This blog article was written by John D. Gordan, III, and it’s a preview of his Judicial Notice Issue 15 article on United States v. William Fullerton. Mr. Gordan is a graduate of the Harvard Law School and clerked from 1969-1971 for the Hon. Inzer B. Wyatt, U.S. District Judge (S.D.N.Y.). From 1971-1976 he was an Assistant U.S. Attorney for the Southern District of New York and thereafter engaged in full-time private practice in New York City until 2011. He was one of the founders of the Historical Society of the New York Courts and a member of its board; several of his articles have previously been published in Judicial Notice. His most recent book is entitled This Practice Against Law — Cuban Slave Trade Cases in the Southern District of New York, 1839-1841.
Judicial Notice Issue 15 is on the way, but we ran into a slight delay and are unable to send the newest edition to your homes. Who are the four men profiled in this new issue? Find out each week as our authors preview their impressive articles.

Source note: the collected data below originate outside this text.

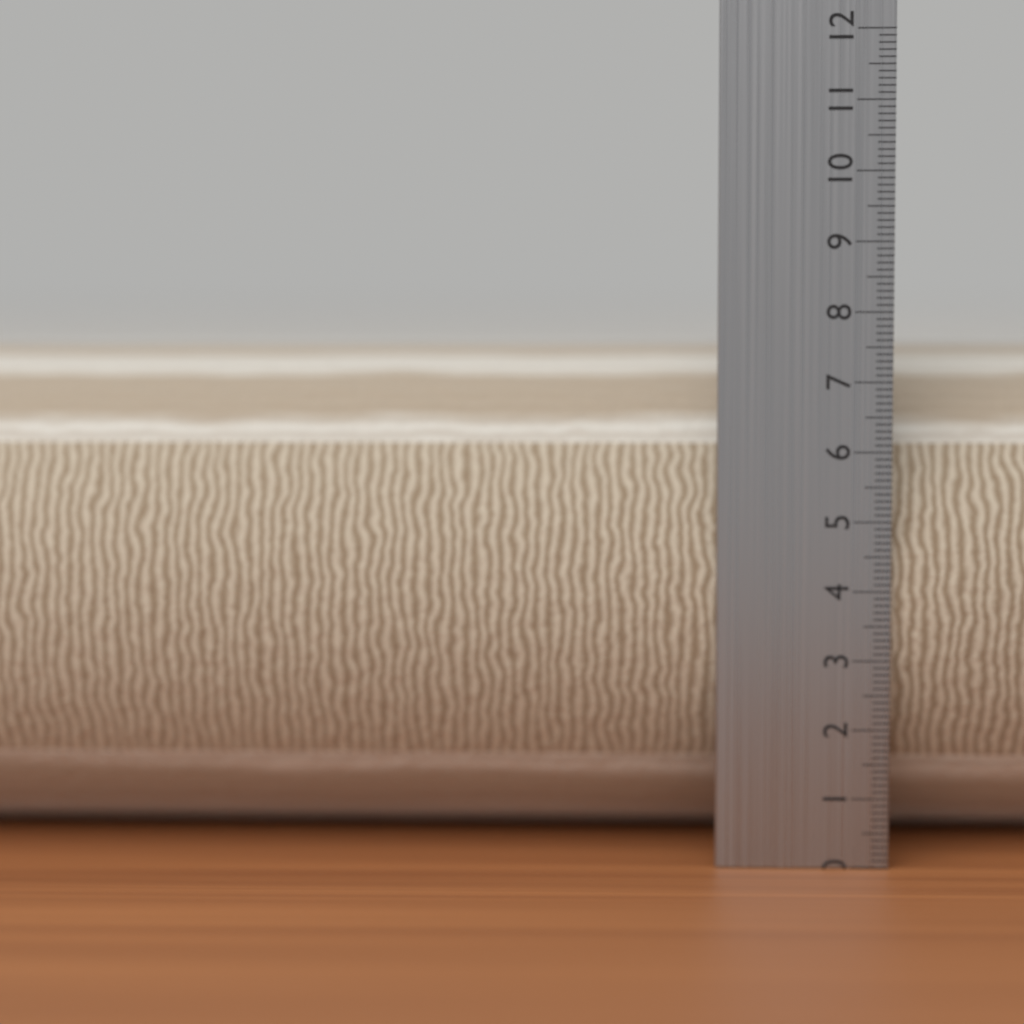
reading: 7.6 cm
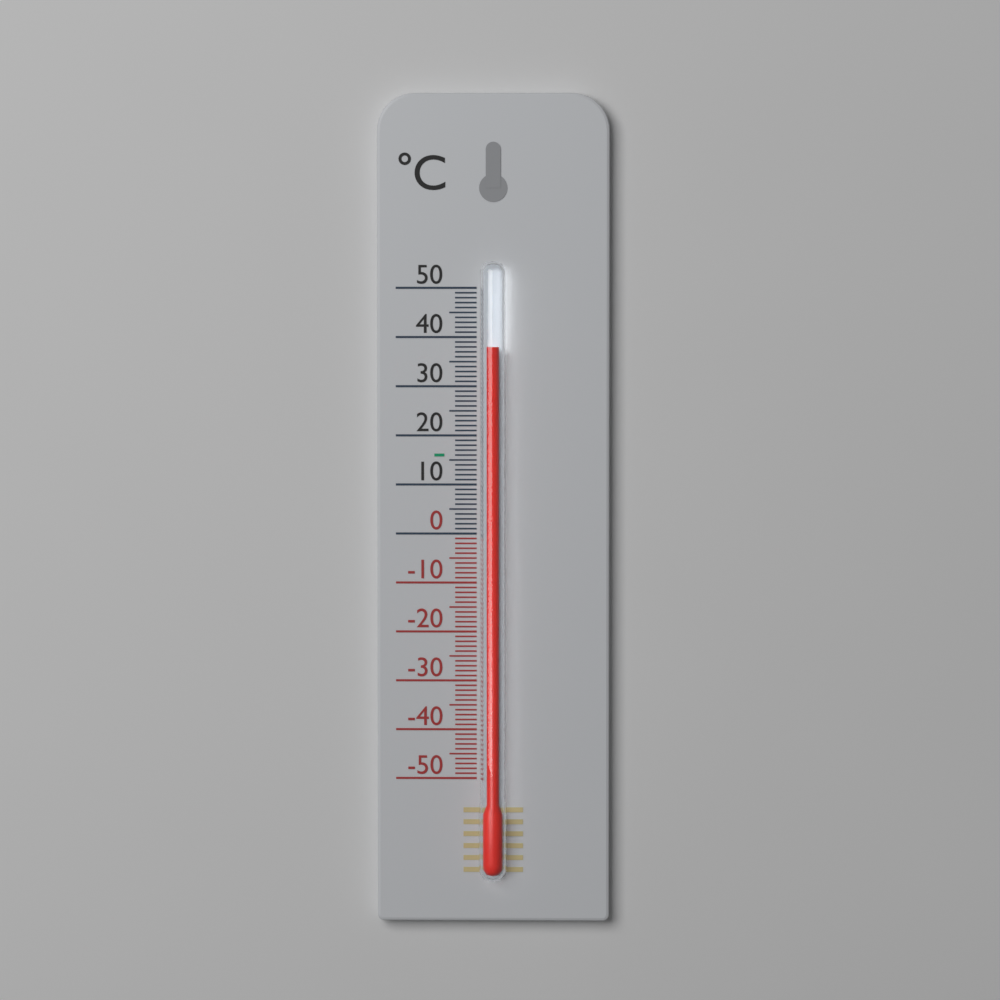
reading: 38 °C
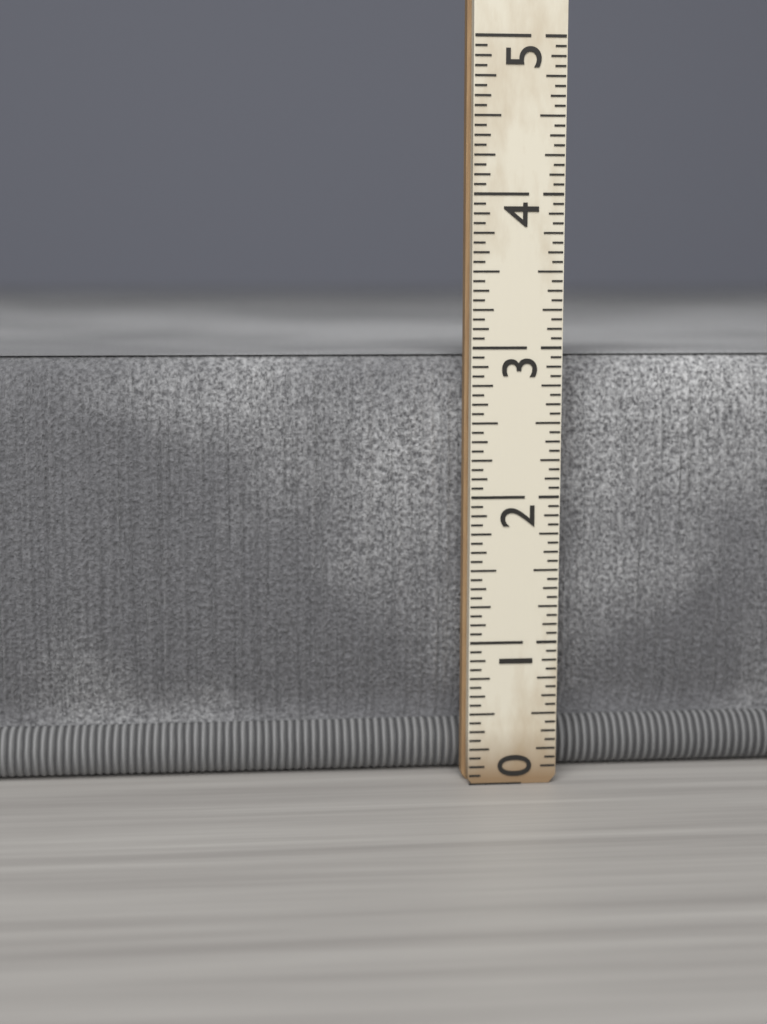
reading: 2.9375 (no unit)
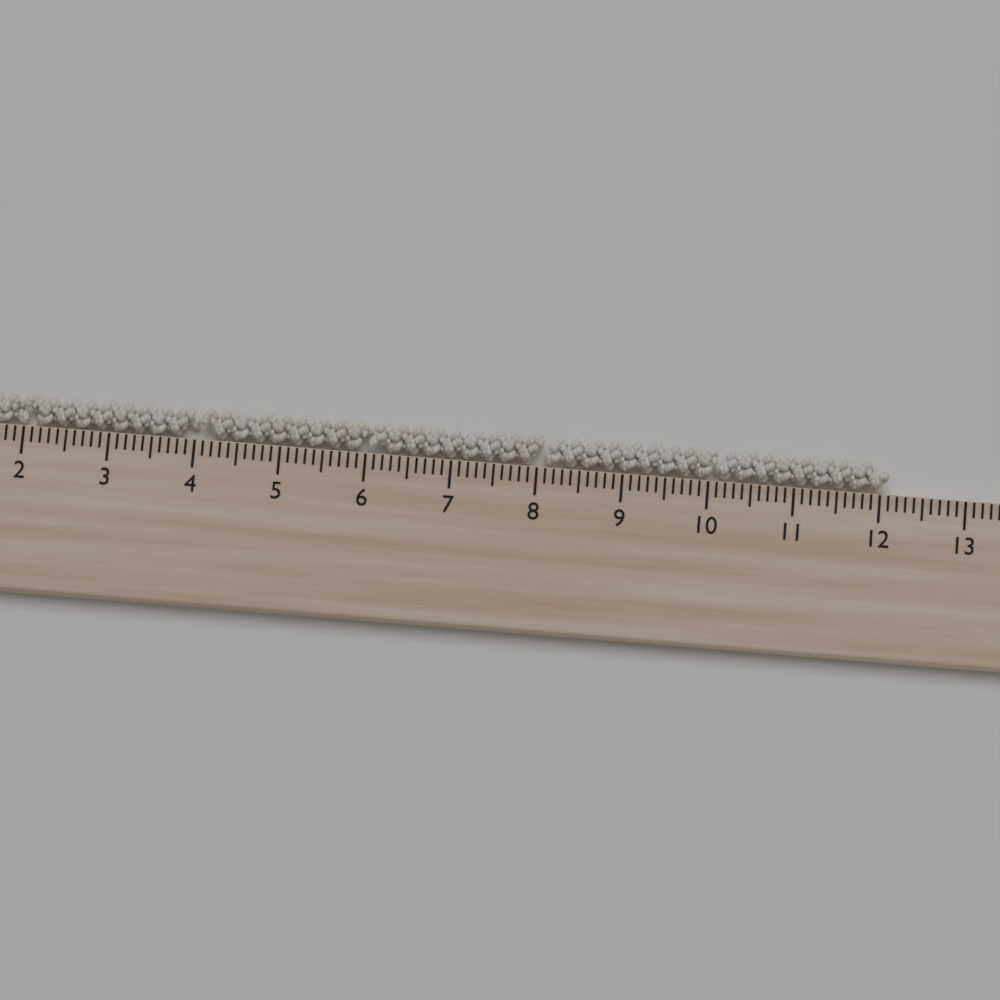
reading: 12.1 cm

The new issue of Judicial Notice contains an article about the trial of William Fullerton, who in 1867 sat on the New York Court of Appeals. On September 14, 1868, Fullerton was appointed by President Andrew Johnson to prosecute evaders of the 1864 federal whiskey tax in the federal court in New York. On November 23, 1868, the United States Attorney for the Southern District of New York, Samuel G. Courtney, obtained Fullerton’s indictment for alleged participation in the shakedown of a Revenue Collector in June 1868. Earlier in November, Fullerton had traveled to Washington to warn the President and the Secretary of the Treasury that Courtney was in league with the whiskey tax evaders. That warning had earlier been given by John M. Binckley, a former Acting Attorney General who was the first to be assigned responsibilities similar to Fullerton’s but who resigned after a month. Fullerton was tried and acquitted in March 1870.

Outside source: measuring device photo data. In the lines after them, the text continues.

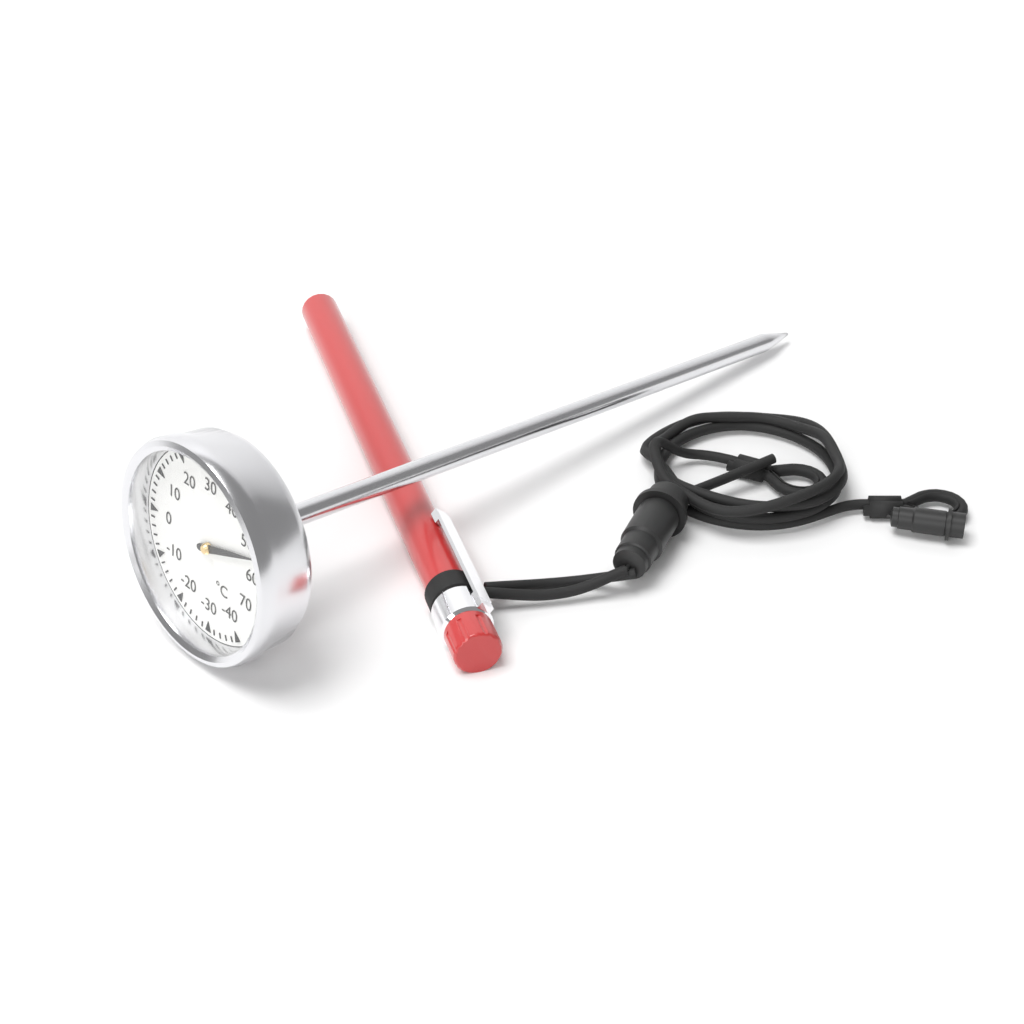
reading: 54 °C
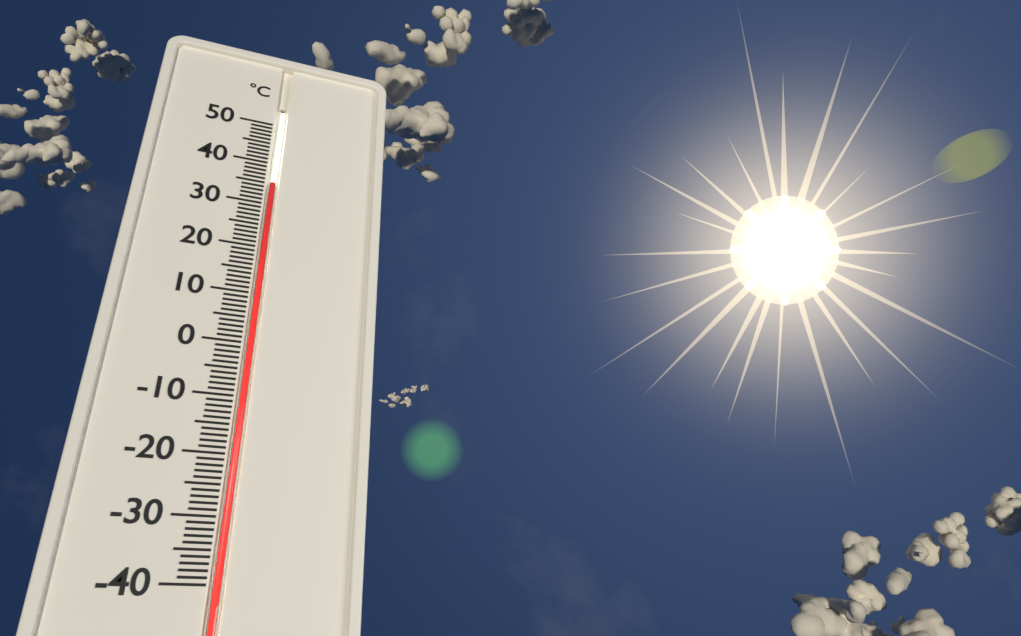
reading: 35 °C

Surprising as this story sounds, it nevertheless pales in comparison with the “Whiskey Ring” conspiracy centered in the Midwest, primarily St. Louis, magnified starting in 1871, with the assignment of John McDonald to St. Louis as Supervisor of Internal Revenue for the Midwest. Apparently conceived in aid of political fundraising, the “Whiskey Ring”, operated by local Internal Revenue officers in collaboration with distillers and other participants in the manufacturing process, generated substantial illicit revenues through the evasion of the whiskey tax. Some of these moneys were applied to the campaign expenses of President Ulysses S. Grant.
This defalcation of what should have been federal tax revenues was imperiled when Benjamin Bristow was appointed Secretary of the Treasury in June 1874. His efforts to thwart the conspiracy by the wholesale transfer of Internal Revenue supervisors was blocked by interference from the White House emanating from the President’s private secretary and faithful aide during the Civil War, Orville Babcock. Bristow persisted, and in May 1875 over two hundred participants in the Ring were arrested, many of whom pleaded guilty. Successful prosecutions of McDonald and other Internal Revenue and Treasury officials were brought by the United States Attorney in St. Louis, David P. Dyer, assisted by the appointment of John B. Henderson, formerly a United States Senator from Missouri. President Grant, however, soon ordered Henderson discharged upon learning of his remarks about corruption in Washington in his summation at one of the trials.
In December, 1875, Orville Babcock was indicted, based substantially on his communications with the St. Louis conspirators in telegrams obtained from Western Union. President Grant considered this indictment a personal affront and responded by giving a deposition for the defense at the White House, attended by the Chief Justice and the Attorney General, Edwards Pierrepont, who as Courtney’s successor as United States Attorney had participated in the trial of William Fullerton. President Grant’s deposition was read to the jury at Babcock’s trial, the presiding judge at which was John F. Dillon, a distinguished legal scholar who later left the bench to teach at Columbia and Yale Law Schools and to practice law in New York City. Babcock was acquitted; according to the memoirs of David Dyer, later a District Judge, it was Judge Dillon’s treatment of President Grant’s deposition in his instructions to the jury that led to this result.
These cases cry out for a comprehensive study.